You built a website. You’re proud of it. But when you Google your own business, you’re nowhere to be found. Sound familiar? You’re not alone — and the good news is that most SEO problems come down to a handful of fixable mistakes. Here’s what’s likely going wrong and exactly what to do about it.
You don’t have a Google Business Profile
This is the single biggest missed opportunity for small businesses. A Google Business Profile is the listing that shows up on Google Maps and in the box on the right side of search results. It’s completely free and takes about 20 minutes to set up — but it has an enormous impact on whether you appear when someone searches for businesses like yours nearby.
Without it, you’re invisible in local search. With it, you can show up for searches like “plumber near me” or “best coffee shop in Austin” even if your website is brand new.

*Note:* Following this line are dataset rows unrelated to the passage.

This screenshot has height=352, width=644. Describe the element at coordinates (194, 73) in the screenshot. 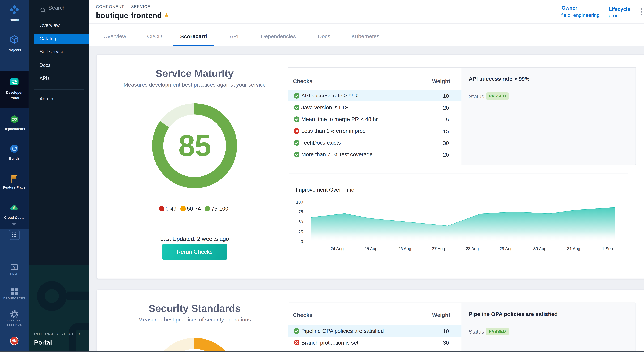

I see `scorecard-title: Service Maturity` at that location.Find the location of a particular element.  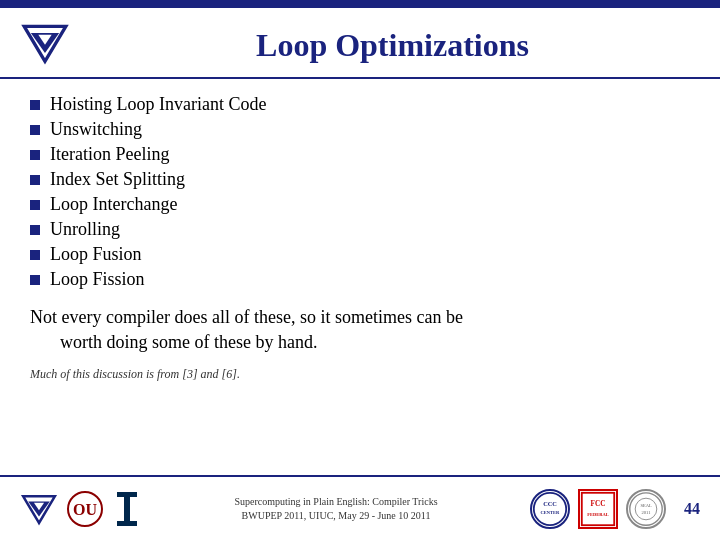

list-item: Loop Fusion is located at coordinates (360, 254).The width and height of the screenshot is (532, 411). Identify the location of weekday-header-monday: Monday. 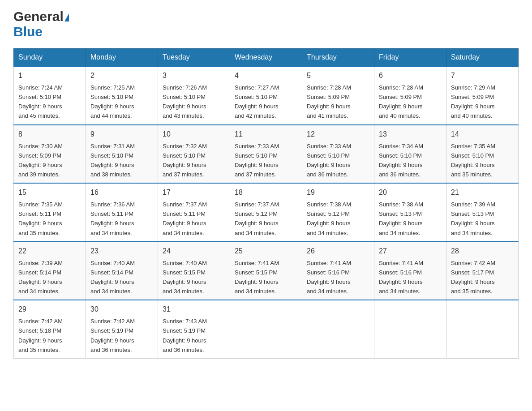
(122, 58).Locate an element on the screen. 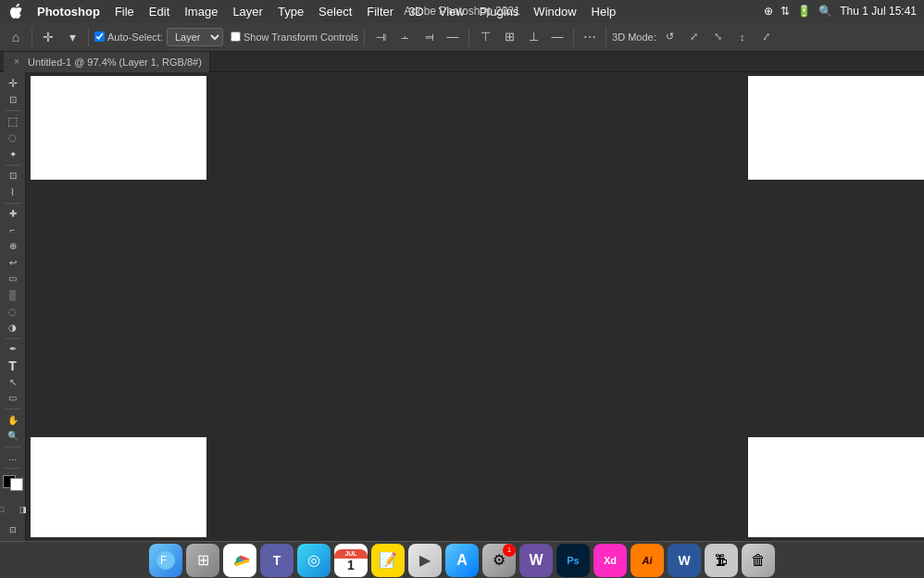  crop-tool: ⊡ is located at coordinates (13, 176).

Go to business.google.com, claim your business, fill out every field completely, add real photos, and ask your first few customers to leave a review. More reviews = higher ranking.
Your website doesn’t mention what you do or where you are
Google reads your website to understand what your business does and who it should show your site to. If your homepage just says “Welcome to Smith’s” and nothing else, Google has no idea what you do.

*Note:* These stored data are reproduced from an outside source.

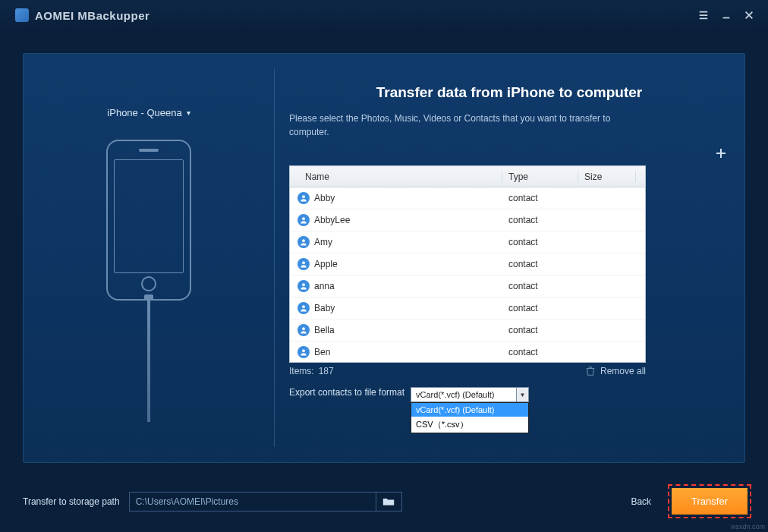 The width and height of the screenshot is (768, 532). What do you see at coordinates (470, 417) in the screenshot?
I see `export-format-dropdown: vCard(*.vcf) (Default) CSV（*.csv）` at bounding box center [470, 417].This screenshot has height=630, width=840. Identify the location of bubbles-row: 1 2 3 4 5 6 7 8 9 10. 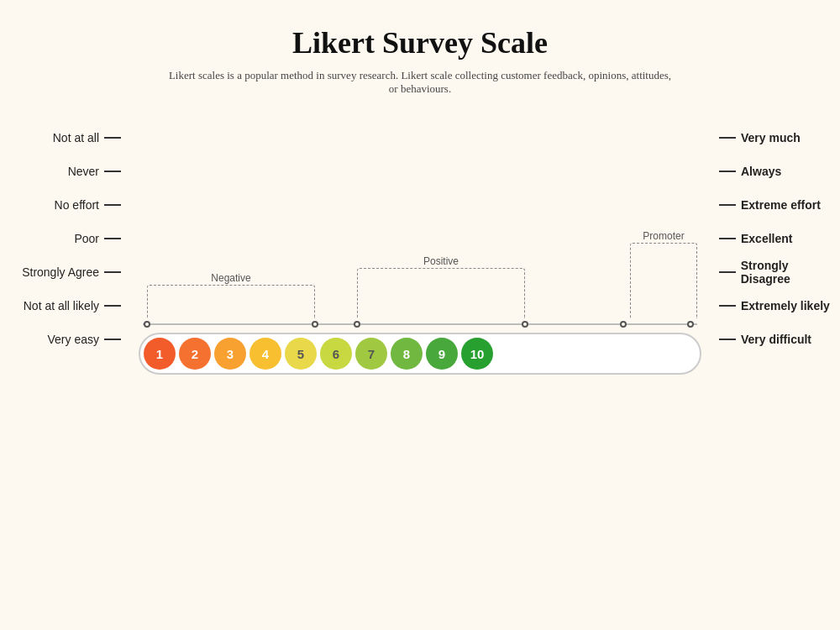
(420, 354).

Your website needs to clearly state what service you offer, who it’s for, and ideally where you serve customers. For a local business, this means mentioning your city, neighborhood, or service area naturally throughout your content — especially on your homepage.
Make sure your homepage headline and first paragraph clearly answer: What do you do? Who do you serve? Where are you located? Mention your city name at least 2–3 times naturally throughout the page.
Your website loads too slowly
Google penalizes slow websites — and so do customers. Studies show that more than half of mobile users leave a site that takes longer than 3 seconds to load. If your site has huge uncompressed images, cheap shared hosting, or a bloated theme, it’s probably slow.
Site speed is a confirmed Google ranking factor, which means a slow site will rank lower than a faster competitor, even if your content is better.
Go to pagespeed.web.dev and test your site. Google will show you exactly what’s slowing it down. Common fixes include compressing your images before uploading them and upgrading to faster hosting.
You have no pages targeting specific search terms
If someone searches “emergency electrician Chicago,” Google looks for a page that’s specifically about that. If your website only has a homepage and a contact page, you’re competing with businesses that have entire pages dedicated to every service they offer.
Creating individual service pages — each targeting a specific keyword — dramatically improves your chances of showing up for the searches that matter most to your business.
Create a separate page for each service you offer. If you’re a plumber, have one page for drain cleaning, one for water heater installation, one for leak repair. Each page should be at least 300 words and focused on that specific service.
No other websites link to yours
Google treats links from other websites as votes of confidence. A business with zero external links is much harder to rank than one with links from local directories, news sites, or industry blogs. This is called “link building” and it’s one of the most powerful SEO factors that most small businesses completely ignore.
The easiest links to get are from free business directories and local listings — and many of them are completely free to join.
Start by listing your business on Yelp, the Better Business Bureau, your local Chamber of Commerce website, and any industry-specific directories. Each listing typically includes a link back to your website.
The bottom line
SEO isn’t magic and it isn’t instant — but it also isn’t as complicated as most people make it sound. For small businesses, the biggest wins almost always come from the basics: a complete Google Business Profile, a clear and fast website, dedicated service pages, and a handful of quality directory listings.
Most businesses that “can’t be found on Google” haven’t done these fundamentals. Start there before spending a single dollar on paid ads.
If you want help auditing your current SEO situation or building a strategy that actually works for your business, we offer a free consultation — no strings attached.